Open in order to maximise the benefits of research
23 October, 2017 | Alanna Orpen |
|
|
Nazneen Rahman shares her thoughts on open access and the value in sharing every piece of information.

Today is the first day of this year’s Open Access Week, this year’s theme is “Open in Order to…” This can mean different things for different people. We operate publication platforms on behalf of several organisations who have chosen to launch a platform for various reasons. We thought we would find out what open access means to representatives for some of our partners.
We begin today with Professor Nazneen Rahman, Head of the Division of Genetics and Epidemiology at The Institute of Cancer Research and a also member of the Advisory Board for Wellcome Open Research. She leads research directed at identifying, characterising and clinically implementing genes that predispose to cancer and developing foundational resources for genetic medicine.
She shares her thoughts on open access and its benefits for research.
Thank you for agreeing to this interview. In line with this year’s theme, can you please complete this sentence: “Open in order to…”?
Maximise the benefits of research.
Why is open access important to you as a researcher?
Every single case report, every piece of information is valuable.
Open access research is important to me in two ways. Firstly it gives me the opportunity to access information freely and rapidly. Many of the human conditions that I research are very rare, and every single case report, every piece of information is valuable.
We need it all to make scientific and medical advances. Secondly, I want the research from my group to be available to everyone who might find it interesting or useful.
Who do you think benefits most from open access?
Everyone benefits. I have never heard a rationale against open research that isn’t solvable. The benefits far, far exceed any downsides
What would you most like to see result from open research?
We are constantly on a journey of advancement, of doing things different and better than before.
I would like open research to help foster the growing culture of transparency in research. Not everything in research works, we are constantly on a journey of advancement, of doing things different and better than before. Having a research environment that recognises and supports this would be very helpful.
There are often nuggets of enlightenment in the research that hasn’t gone as hoped that others could learn from. An open research environment that values and supports these types of outputs would be beneficial to research as a whole.
|
User comments must be in English, comprehensible and relevant to the post under discussion. We reserve the right to remove any comments that we consider to be inappropriate, offensive or otherwise in breach of the User Comment Terms and Conditions. Commenters must not use a comment for personal attacks.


Your answer must be the full listing, word for word, with no images in it.

▼

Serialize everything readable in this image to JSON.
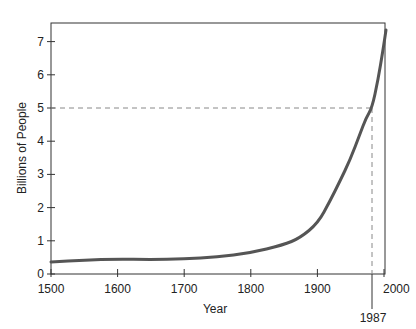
{
  "chart_data": {
    "type": "line",
    "title": "",
    "xlabel": "Year",
    "ylabel": "Billions of People",
    "xlim": [
      1500,
      2000
    ],
    "ylim": [
      0,
      7.6
    ],
    "xticks": [
      1500,
      1600,
      1700,
      1800,
      1900,
      2000
    ],
    "yticks": [
      0,
      1,
      2,
      3,
      4,
      5,
      6,
      7
    ],
    "grid": false,
    "legend": null,
    "series": [
      {
        "name": "World population",
        "x": [
          1500,
          1550,
          1600,
          1650,
          1700,
          1750,
          1800,
          1850,
          1900,
          1930,
          1950,
          1970,
          1987,
          2000
        ],
        "values": [
          0.36,
          0.42,
          0.45,
          0.44,
          0.45,
          0.52,
          0.63,
          0.95,
          1.6,
          2.2,
          2.9,
          3.9,
          5.0,
          7.3
        ]
      }
    ],
    "annotations": [
      {
        "type": "dashed-reference",
        "x": 1987,
        "y": 5,
        "label": "1987"
      }
    ]
  },
  "axes": {
    "x_title": "Year",
    "y_title": "Billions of People",
    "x_tick_labels": [
      "1500",
      "1600",
      "1700",
      "1800",
      "1900",
      "2000"
    ],
    "y_tick_labels": [
      "0",
      "1",
      "2",
      "3",
      "4",
      "5",
      "6",
      "7"
    ],
    "marker_label": "1987"
  },
  "colors": {
    "curve": "#555555",
    "axis": "#333333",
    "dashed": "#888888"
  }
}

▲

▸ RESPONSE
Serialize everything readable in this image to JSON.
{
  "chart_data": {
    "type": "line",
    "title": "",
    "xlabel": "Year",
    "ylabel": "Billions of People",
    "xlim": [
      1500,
      2000
    ],
    "ylim": [
      0,
      7.6
    ],
    "xticks": [
      1500,
      1600,
      1700,
      1800,
      1900,
      2000
    ],
    "yticks": [
      0,
      1,
      2,
      3,
      4,
      5,
      6,
      7
    ],
    "grid": false,
    "legend": null,
    "series": [
      {
        "name": "World population",
        "x": [
          1500,
          1550,
          1600,
          1650,
          1700,
          1750,
          1800,
          1850,
          1900,
          1930,
          1950,
          1970,
          1987,
          2000
        ],
        "values": [
          0.36,
          0.42,
          0.45,
          0.44,
          0.45,
          0.52,
          0.63,
          0.95,
          1.6,
          2.2,
          2.9,
          3.9,
          5.0,
          7.3
        ]
      }
    ],
    "annotations": [
      {
        "type": "dashed-reference",
        "x": 1987,
        "y": 5,
        "label": "1987"
      }
    ]
  },
  "axes": {
    "x_title": "Year",
    "y_title": "Billions of People",
    "x_tick_labels": [
      "1500",
      "1600",
      "1700",
      "1800",
      "1900",
      "2000"
    ],
    "y_tick_labels": [
      "0",
      "1",
      "2",
      "3",
      "4",
      "5",
      "6",
      "7"
    ],
    "marker_label": "1987"
  },
  "colors": {
    "curve": "#555555",
    "axis": "#333333",
    "dashed": "#888888"
  }
}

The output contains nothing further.